LEADERSHIP
Shaping Communities Through Culture, Systems, and Place
Executive Director
Shavon Annette is a cultural architect and nonprofit executive leading initiatives at the intersection of place, people, and systems.
Under her leadership, the Bartlesville Cultural Center is evolving into a city-wide cultural hub focused on cultural preservation, community activation, place-based revitalization, and long-term development.
Her work today focuses on applying these skills to building cultural infrastructure, strengthening community activation, and advancing civic engagement initiatives.
Strategic Focus Areas
These focus areas guide the programming, partnerships, and long-term development of the Bartlesville Cultural Center.
Cultural Infrastructure
Community Revitalization
Civic and Cultural Engagement
Narrative and Memory Preservation
Systems that preserve history, strengthen identity, and connect communities across generations.
Place-based strategies that align vision, partnerships, and investment to move communities forward.
Creating pathways for residents to engage in culture, leadership, and community stewardship.
Programs and initiatives that ensure community stories are documented, preserved, and carried forward.
Background and Experience
Shavon Annette brings a cross-sector background in business, strategy, and organizational leadership to her role as Executive Director.
As a citizen of the Cherokee Nation with heritage rooted in African American, Malagasy, and Muscogee Creek lineage, her commitment to cultural preservation is both professional and personal. Her perspective is shaped by a deep belief that identity, history, and place are essential to how communities thrive across generations.
Her experience includes work in business development, organizational strategy, and operational leadership across both corporate and nonprofit environments. She has managed multi-year budgets, supported organizational restructuring, and contributed to large-scale branding and positioning efforts, including work connected to AT&T Business and AARP. This experience informs her ability to align vision, structure, and execution in ways that support long-term organizational growth.
Her work today focuses on applying these skills to the development of cultural infrastructure, community activation, and civic engagement initiatives.
A Global Perspective on Culture and Place
That work was further shaped while living overseas on the Samaná Peninsula, where she experienced firsthand what it looks like for a community to preserve its identity across generations.
Within the broader Dominican culture, she encountered a distinct community within a community, descendants of free Black Americans who emigrated from Philadelphia in 1824. For over 200 years, they have maintained their culture, Protestant faith, and a unique English Spanish Creole language. This experience deepened her understanding of cultural continuity, belonging, and the role place plays in preserving identity.
In parallel, her day-to-day life placed her in an international environment, engaging with individuals from France, Dominica, Haiti, Germany, Russia, Poland, Brazil, and several African nations. These relationships created space for conversations around culture, international real estate, import and export, and economic systems across different regions.
Equally important was the rhythm of daily life. Shared meals, gatherings, and conversations brought together people from different backgrounds in a way that made cultural exchange natural and consistent. That rhythm of shared meals and informal gatherings became more than a moment, it became a model. What began as a simple evening of cooking together, led by an aspiring chef from the Dominican Republic with others contributing side dishes and desserts, reflected the kind of organic cultural exchange that would later shape what is now known as Taste of Community.
This experience directly informs her leadership at the Bartlesville Cultural Center, where cultural preservation is not treated as a standalone effort, but integrated into community activation, civic engagement, and long term development.
Moments from everyday community life and international cultural exchange.
The inspiration for Taste of Community, a shared meal and community gathering.
Exposure to global investors and development leaders broadened her perspective
on opportunity, investment, and the role vision plays in shaping communities.
Approach
Her work is grounded in the belief that culture is not separate from development. It is foundational to it.
Communities do not grow sustainably without understanding their history, aligning their systems, and creating space for people to see themselves within that future.
Her focus is on moving ideas into coordinated action through structure, partnerships, and long term vision.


YOUR TASK :: Could you output each line below exactly as it appears, excluding any pictures?

RECORD EXTRACTS ::
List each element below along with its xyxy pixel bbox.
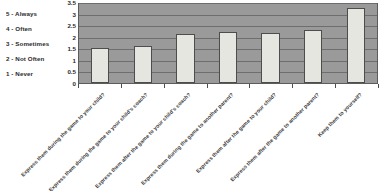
y-axis-tick-label: 3.5	[67, 0, 76, 6]
bar-chart-figure: 5 - Always 4 - Often 3 - Sometimes 2 - N…	[0, 0, 391, 191]
y-axis-tick-label: 2	[73, 35, 76, 41]
bar-slot	[292, 4, 335, 83]
x-axis-category-label: Express them after the game to your chil…	[195, 92, 277, 174]
x-axis-category-labels: Express them during the game to your chi…	[0, 88, 391, 191]
x-axis-category-label: Keep them to yourself?	[317, 92, 363, 138]
bar	[219, 32, 237, 83]
bar	[347, 8, 365, 83]
plot-area	[78, 3, 378, 84]
bars-container	[79, 4, 377, 83]
bar	[261, 33, 279, 83]
bar-slot	[164, 4, 207, 83]
x-axis-category-label: Express them after the game to your chil…	[95, 92, 192, 189]
y-axis-tick-labels: 00.511.522.533.5	[58, 0, 76, 88]
bar	[134, 46, 152, 83]
bar	[176, 34, 194, 83]
bar-slot	[79, 4, 122, 83]
y-axis-tick-label: 2.5	[67, 23, 76, 29]
bar-slot	[207, 4, 250, 83]
y-axis-tick-label: 0.5	[67, 69, 76, 75]
bar-slot	[334, 4, 377, 83]
y-axis-tick-label: 3	[73, 11, 76, 17]
y-axis-tick-label: 1	[73, 58, 76, 64]
x-axis-category-label: Express them after the game to another p…	[230, 92, 321, 183]
y-axis-tick-label: 1.5	[67, 46, 76, 52]
bar	[304, 30, 322, 83]
y-axis-tick-label: 0	[73, 81, 76, 87]
bar-slot	[249, 4, 292, 83]
bar-slot	[122, 4, 165, 83]
x-axis-category-label: Express them during the game to another …	[140, 92, 234, 186]
x-axis-category-label: Express them during the game to your chi…	[48, 92, 149, 191]
x-axis-category-label: Express them during the game to your chi…	[20, 92, 106, 178]
bar	[91, 48, 109, 83]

RESPONSE BOX ::
List each element below along with its xyxy pixel bbox.
y-axis-tick-label: 3.5	[67, 0, 76, 6]
bar-chart-figure: 5 - Always 4 - Often 3 - Sometimes 2 - N…	[0, 0, 391, 191]
y-axis-tick-label: 2	[73, 35, 76, 41]
bar-slot	[292, 4, 335, 83]
x-axis-category-label: Express them after the game to your chil…	[195, 92, 277, 174]
x-axis-category-labels: Express them during the game to your chi…	[0, 88, 391, 191]
x-axis-category-label: Keep them to yourself?	[317, 92, 363, 138]
bar	[219, 32, 237, 83]
bar	[347, 8, 365, 83]
plot-area	[78, 3, 378, 84]
bars-container	[79, 4, 377, 83]
bar	[261, 33, 279, 83]
bar-slot	[164, 4, 207, 83]
x-axis-category-label: Express them after the game to your chil…	[95, 92, 192, 189]
y-axis-tick-labels: 00.511.522.533.5	[58, 0, 76, 88]
bar	[134, 46, 152, 83]
bar	[176, 34, 194, 83]
bar-slot	[79, 4, 122, 83]
y-axis-tick-label: 2.5	[67, 23, 76, 29]
bar-slot	[207, 4, 250, 83]
y-axis-tick-label: 0.5	[67, 69, 76, 75]
bar-slot	[334, 4, 377, 83]
y-axis-tick-label: 3	[73, 11, 76, 17]
y-axis-tick-label: 1	[73, 58, 76, 64]
x-axis-category-label: Express them after the game to another p…	[230, 92, 321, 183]
y-axis-tick-label: 1.5	[67, 46, 76, 52]
bar	[304, 30, 322, 83]
y-axis-tick-label: 0	[73, 81, 76, 87]
bar-slot	[249, 4, 292, 83]
bar-slot	[122, 4, 165, 83]
x-axis-category-label: Express them during the game to another …	[140, 92, 234, 186]
x-axis-category-label: Express them during the game to your chi…	[48, 92, 149, 191]
x-axis-category-label: Express them during the game to your chi…	[20, 92, 106, 178]
bar	[91, 48, 109, 83]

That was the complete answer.